Collected data entries

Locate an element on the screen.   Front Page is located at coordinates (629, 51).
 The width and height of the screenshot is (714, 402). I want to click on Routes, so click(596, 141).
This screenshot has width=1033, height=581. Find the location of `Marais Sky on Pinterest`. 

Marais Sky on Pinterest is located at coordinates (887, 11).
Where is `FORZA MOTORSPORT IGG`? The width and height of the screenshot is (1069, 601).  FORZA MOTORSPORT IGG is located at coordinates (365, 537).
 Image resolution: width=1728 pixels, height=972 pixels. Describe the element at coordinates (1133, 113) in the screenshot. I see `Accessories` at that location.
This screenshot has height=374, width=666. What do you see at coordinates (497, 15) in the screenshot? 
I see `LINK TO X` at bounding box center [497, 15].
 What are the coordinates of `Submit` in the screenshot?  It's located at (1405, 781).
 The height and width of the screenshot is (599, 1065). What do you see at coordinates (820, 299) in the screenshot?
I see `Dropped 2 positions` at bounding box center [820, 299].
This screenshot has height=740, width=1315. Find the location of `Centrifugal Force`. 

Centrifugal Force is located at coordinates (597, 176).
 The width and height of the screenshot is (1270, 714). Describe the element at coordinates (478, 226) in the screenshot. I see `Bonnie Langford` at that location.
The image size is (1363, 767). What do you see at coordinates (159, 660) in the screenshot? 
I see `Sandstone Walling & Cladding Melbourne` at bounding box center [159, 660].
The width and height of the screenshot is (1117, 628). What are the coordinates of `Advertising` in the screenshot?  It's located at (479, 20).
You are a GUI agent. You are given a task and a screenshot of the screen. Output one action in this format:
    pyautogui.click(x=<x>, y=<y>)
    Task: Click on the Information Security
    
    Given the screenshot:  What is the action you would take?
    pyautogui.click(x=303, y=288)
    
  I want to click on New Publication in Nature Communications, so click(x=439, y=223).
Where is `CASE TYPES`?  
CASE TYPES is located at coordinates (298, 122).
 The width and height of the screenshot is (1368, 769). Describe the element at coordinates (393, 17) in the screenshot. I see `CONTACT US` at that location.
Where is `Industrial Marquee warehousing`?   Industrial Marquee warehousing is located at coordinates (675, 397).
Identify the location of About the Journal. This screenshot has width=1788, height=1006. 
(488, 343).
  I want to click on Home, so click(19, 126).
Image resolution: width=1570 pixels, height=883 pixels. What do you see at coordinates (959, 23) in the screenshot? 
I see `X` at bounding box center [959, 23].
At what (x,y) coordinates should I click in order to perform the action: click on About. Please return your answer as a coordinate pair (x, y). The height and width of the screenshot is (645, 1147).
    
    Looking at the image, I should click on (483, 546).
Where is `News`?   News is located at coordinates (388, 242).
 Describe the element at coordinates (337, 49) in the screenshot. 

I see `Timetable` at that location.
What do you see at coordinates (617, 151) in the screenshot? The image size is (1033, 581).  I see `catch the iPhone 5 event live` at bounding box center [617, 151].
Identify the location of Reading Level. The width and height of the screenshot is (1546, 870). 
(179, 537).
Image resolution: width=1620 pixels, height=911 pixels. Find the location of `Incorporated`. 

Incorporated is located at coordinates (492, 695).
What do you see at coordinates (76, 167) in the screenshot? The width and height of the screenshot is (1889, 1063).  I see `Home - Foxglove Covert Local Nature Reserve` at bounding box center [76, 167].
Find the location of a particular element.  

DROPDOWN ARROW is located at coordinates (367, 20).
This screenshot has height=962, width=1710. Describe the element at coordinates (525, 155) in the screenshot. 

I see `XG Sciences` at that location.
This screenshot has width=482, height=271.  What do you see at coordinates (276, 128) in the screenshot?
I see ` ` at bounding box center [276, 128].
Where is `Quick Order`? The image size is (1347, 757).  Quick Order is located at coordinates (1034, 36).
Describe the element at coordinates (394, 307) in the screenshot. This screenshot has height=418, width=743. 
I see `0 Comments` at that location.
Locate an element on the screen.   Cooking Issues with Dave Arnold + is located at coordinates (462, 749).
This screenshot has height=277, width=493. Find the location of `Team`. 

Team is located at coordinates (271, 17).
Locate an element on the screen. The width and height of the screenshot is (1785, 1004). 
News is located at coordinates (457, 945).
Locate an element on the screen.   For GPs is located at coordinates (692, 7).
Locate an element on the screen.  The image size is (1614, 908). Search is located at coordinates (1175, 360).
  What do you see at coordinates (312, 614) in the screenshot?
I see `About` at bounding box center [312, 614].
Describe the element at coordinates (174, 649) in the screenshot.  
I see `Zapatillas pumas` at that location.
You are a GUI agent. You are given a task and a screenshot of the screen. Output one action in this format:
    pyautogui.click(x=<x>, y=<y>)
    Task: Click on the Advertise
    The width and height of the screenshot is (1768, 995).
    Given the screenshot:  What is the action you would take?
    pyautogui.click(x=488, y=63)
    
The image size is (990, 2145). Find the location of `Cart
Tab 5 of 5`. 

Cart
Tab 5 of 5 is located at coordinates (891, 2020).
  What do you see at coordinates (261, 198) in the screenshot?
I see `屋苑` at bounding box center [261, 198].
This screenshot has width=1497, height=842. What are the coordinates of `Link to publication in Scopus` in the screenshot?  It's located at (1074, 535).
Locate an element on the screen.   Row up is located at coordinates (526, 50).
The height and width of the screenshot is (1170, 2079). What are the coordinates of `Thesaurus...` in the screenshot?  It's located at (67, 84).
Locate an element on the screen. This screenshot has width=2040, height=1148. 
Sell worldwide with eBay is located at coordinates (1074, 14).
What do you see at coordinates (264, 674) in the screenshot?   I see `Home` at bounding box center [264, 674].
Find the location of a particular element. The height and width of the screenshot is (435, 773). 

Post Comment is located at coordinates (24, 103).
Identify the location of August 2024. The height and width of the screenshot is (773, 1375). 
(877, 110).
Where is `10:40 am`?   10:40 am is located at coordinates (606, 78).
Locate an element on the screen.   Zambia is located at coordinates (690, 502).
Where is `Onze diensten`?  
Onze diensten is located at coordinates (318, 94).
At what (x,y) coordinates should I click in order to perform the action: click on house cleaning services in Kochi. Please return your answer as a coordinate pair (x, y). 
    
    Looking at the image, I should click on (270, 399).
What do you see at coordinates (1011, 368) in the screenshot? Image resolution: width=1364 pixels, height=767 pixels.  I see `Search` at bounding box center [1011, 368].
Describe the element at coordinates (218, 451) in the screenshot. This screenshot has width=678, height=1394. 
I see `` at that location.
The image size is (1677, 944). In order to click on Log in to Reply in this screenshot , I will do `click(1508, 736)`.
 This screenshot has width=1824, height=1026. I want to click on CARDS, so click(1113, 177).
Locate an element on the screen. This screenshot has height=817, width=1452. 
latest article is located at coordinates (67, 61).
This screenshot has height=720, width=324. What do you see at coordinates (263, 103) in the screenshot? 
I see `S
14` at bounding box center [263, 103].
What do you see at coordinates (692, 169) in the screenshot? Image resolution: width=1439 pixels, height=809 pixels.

Activity => A faithful, word-for-word transcription of the data above is required.

Expected output =>
Locate an element on the screen.   Front Page is located at coordinates (629, 51).
 The width and height of the screenshot is (714, 402). I want to click on Routes, so click(596, 141).
This screenshot has width=1033, height=581. Find the location of `Marais Sky on Pinterest`. 

Marais Sky on Pinterest is located at coordinates (887, 11).
Where is `FORZA MOTORSPORT IGG`? The width and height of the screenshot is (1069, 601).  FORZA MOTORSPORT IGG is located at coordinates (365, 537).
 Image resolution: width=1728 pixels, height=972 pixels. Describe the element at coordinates (1133, 113) in the screenshot. I see `Accessories` at that location.
This screenshot has height=374, width=666. What do you see at coordinates (497, 15) in the screenshot? 
I see `LINK TO X` at bounding box center [497, 15].
 What are the coordinates of `Submit` in the screenshot?  It's located at (1405, 781).
 The height and width of the screenshot is (599, 1065). What do you see at coordinates (820, 299) in the screenshot?
I see `Dropped 2 positions` at bounding box center [820, 299].
This screenshot has height=740, width=1315. Find the location of `Centrifugal Force`. 

Centrifugal Force is located at coordinates (597, 176).
 The width and height of the screenshot is (1270, 714). Describe the element at coordinates (478, 226) in the screenshot. I see `Bonnie Langford` at that location.
The image size is (1363, 767). What do you see at coordinates (159, 660) in the screenshot? 
I see `Sandstone Walling & Cladding Melbourne` at bounding box center [159, 660].
The width and height of the screenshot is (1117, 628). What are the coordinates of `Advertising` in the screenshot?  It's located at (479, 20).
You are a GUI agent. You are given a task and a screenshot of the screen. Output one action in this format:
    pyautogui.click(x=<x>, y=<y>)
    Task: Click on the Information Security
    
    Given the screenshot:  What is the action you would take?
    pyautogui.click(x=303, y=288)
    
  I want to click on New Publication in Nature Communications, so click(x=439, y=223).
Where is `CASE TYPES`?  
CASE TYPES is located at coordinates (298, 122).
 The width and height of the screenshot is (1368, 769). Describe the element at coordinates (393, 17) in the screenshot. I see `CONTACT US` at that location.
Where is `Industrial Marquee warehousing`?   Industrial Marquee warehousing is located at coordinates (675, 397).
Identify the location of About the Journal. This screenshot has width=1788, height=1006. 
(488, 343).
  I want to click on Home, so click(19, 126).
Image resolution: width=1570 pixels, height=883 pixels. What do you see at coordinates (959, 23) in the screenshot? 
I see `X` at bounding box center [959, 23].
At what (x,y) coordinates should I click in order to perform the action: click on About. Please return your answer as a coordinate pair (x, y). The height and width of the screenshot is (645, 1147).
    
    Looking at the image, I should click on (483, 546).
Where is `News`?   News is located at coordinates (388, 242).
 Describe the element at coordinates (337, 49) in the screenshot. 

I see `Timetable` at that location.
What do you see at coordinates (617, 151) in the screenshot? The image size is (1033, 581).  I see `catch the iPhone 5 event live` at bounding box center [617, 151].
Identify the location of Reading Level. The width and height of the screenshot is (1546, 870). 
(179, 537).
Image resolution: width=1620 pixels, height=911 pixels. Find the location of `Incorporated`. 

Incorporated is located at coordinates (492, 695).
What do you see at coordinates (76, 167) in the screenshot? The width and height of the screenshot is (1889, 1063).  I see `Home - Foxglove Covert Local Nature Reserve` at bounding box center [76, 167].
Find the location of a particular element.  

DROPDOWN ARROW is located at coordinates (367, 20).
This screenshot has height=962, width=1710. Describe the element at coordinates (525, 155) in the screenshot. 

I see `XG Sciences` at that location.
This screenshot has width=482, height=271.  What do you see at coordinates (276, 128) in the screenshot?
I see ` ` at bounding box center [276, 128].
Where is `Quick Order`? The image size is (1347, 757).  Quick Order is located at coordinates (1034, 36).
Describe the element at coordinates (394, 307) in the screenshot. This screenshot has height=418, width=743. 
I see `0 Comments` at that location.
Locate an element on the screen.   Cooking Issues with Dave Arnold + is located at coordinates (462, 749).
This screenshot has height=277, width=493. Find the location of `Team`. 

Team is located at coordinates (271, 17).
Locate an element on the screen. The width and height of the screenshot is (1785, 1004). 
News is located at coordinates (457, 945).
Locate an element on the screen.   For GPs is located at coordinates (692, 7).
Locate an element on the screen.  The image size is (1614, 908). Search is located at coordinates (1175, 360).
  What do you see at coordinates (312, 614) in the screenshot?
I see `About` at bounding box center [312, 614].
Describe the element at coordinates (174, 649) in the screenshot.  
I see `Zapatillas pumas` at that location.
You are a GUI agent. You are given a task and a screenshot of the screen. Output one action in this format:
    pyautogui.click(x=<x>, y=<y>)
    Task: Click on the Advertise
    The width and height of the screenshot is (1768, 995).
    Given the screenshot:  What is the action you would take?
    pyautogui.click(x=488, y=63)
    
The image size is (990, 2145). Find the location of `Cart
Tab 5 of 5`. 

Cart
Tab 5 of 5 is located at coordinates (891, 2020).
  What do you see at coordinates (261, 198) in the screenshot?
I see `屋苑` at bounding box center [261, 198].
This screenshot has width=1497, height=842. What are the coordinates of `Link to publication in Scopus` in the screenshot?  It's located at (1074, 535).
Locate an element on the screen.   Row up is located at coordinates (526, 50).
The height and width of the screenshot is (1170, 2079). What are the coordinates of `Thesaurus...` in the screenshot?  It's located at (67, 84).
Locate an element on the screen. This screenshot has width=2040, height=1148. 
Sell worldwide with eBay is located at coordinates (1074, 14).
What do you see at coordinates (264, 674) in the screenshot?   I see `Home` at bounding box center [264, 674].
Find the location of a particular element. The height and width of the screenshot is (435, 773). 

Post Comment is located at coordinates (24, 103).
Identify the location of August 2024. The height and width of the screenshot is (773, 1375). 
(877, 110).
Where is `10:40 am`?   10:40 am is located at coordinates (606, 78).
Locate an element on the screen.   Zambia is located at coordinates (690, 502).
Where is `Onze diensten`?  
Onze diensten is located at coordinates (318, 94).
At what (x,y) coordinates should I click in order to perform the action: click on house cleaning services in Kochi. Please return your answer as a coordinate pair (x, y). 
    
    Looking at the image, I should click on (270, 399).
What do you see at coordinates (1011, 368) in the screenshot? Image resolution: width=1364 pixels, height=767 pixels.  I see `Search` at bounding box center [1011, 368].
Describe the element at coordinates (218, 451) in the screenshot. This screenshot has width=678, height=1394. 
I see `` at that location.
The image size is (1677, 944). In order to click on Log in to Reply in this screenshot , I will do `click(1508, 736)`.
 This screenshot has width=1824, height=1026. I want to click on CARDS, so click(1113, 177).
Locate an element on the screen. This screenshot has height=817, width=1452. 
latest article is located at coordinates (67, 61).
This screenshot has height=720, width=324. What do you see at coordinates (263, 103) in the screenshot? 
I see `S
14` at bounding box center [263, 103].
What do you see at coordinates (692, 169) in the screenshot? Image resolution: width=1439 pixels, height=809 pixels.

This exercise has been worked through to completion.